Databaseless Data Processing with EclipseStore and WebSphere Liberty InstantOn

Track: JakartaEE
Abstract
More and more companies and organizations are using AI, ML, VR and big data in the cloud. 3 factors are most critical for all of them: high performance, low data storage costs, and simple, fast and cost-efficient implementation and maintenance. Traditional databases and persistence frameworks worked well so far, however for the beginning AI age they are too slow, implementing is complex, and databases are too expensive in the cloud. That's why many innovative companies such as online banks or gaming companies have built their individual high-performance systems with pure Java with high effort to meet their requirements. Now, with EclipseStore there is a leight-weight and easy to use framework. EclipseStore enables databaseless high-performance in-memory data processing for modern cloud-native Java applications and microservices. It lets you store any Java object graph of any size and complexity seamlessly into any cloud binary data storage.
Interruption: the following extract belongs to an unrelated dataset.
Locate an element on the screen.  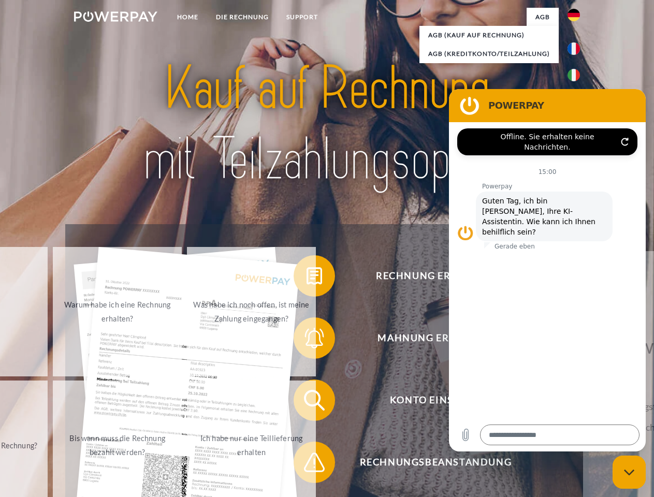
span: Rechnungsbeanstandung is located at coordinates (435, 462).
Users benefit from ultra-fast in-memory data processing, up to 1000x faster queries, up to 99% cloud database cost savings, and unrivaled simplicity. WebSphere Liberty InstantOn enables EclipseStore cluster nodes starting in milliseconds without the need for using GraalVM native images.
Markus Kett
Markus and his teams have been working on IDE tools for Java and database development, as well as various open-source projects for 20 years. Markus is CEO and co-founder of MicroStream, the company behind the Eclipse open-source projects EclipseStore, Eclipse Serializer, and RapidClipse IDE. He is also the editor-in-chief for the free JAVAPRO magazine in Germany and the founder and co-organizer of the Java community conference series JCON. He is an independent editor for several magazines, and a speaker at numerous international developer conferences, user groups, and meetups.
Mark Stoodley
Mark joined the IBM Markham lab in 2002 after graduating from the University of Toronto with a Ph.D. focusing on the field of computer engineering. He spent his entire IBM career in the Runtime Technologies (formerly Java Technology Center) team developing, testing, servicing, and now architecting Just-In-Time (JIT) compilers. Mark led the J9 Java Virtual Machine team through the effort to significantly refactor and then to contribute millions of lines of J9 source code to two open projects : Eclipse OMR and Eclipse OpenJ9. Following this successful effort, he became the Chief Architect for IBM Java, leading a global team that builds, innovates in, and services the IBM Semeru Runtime (JDK) for thousands of Java-based products and cloud services used by small, medium, large, and huge companies spanning all sectors of the IT industry.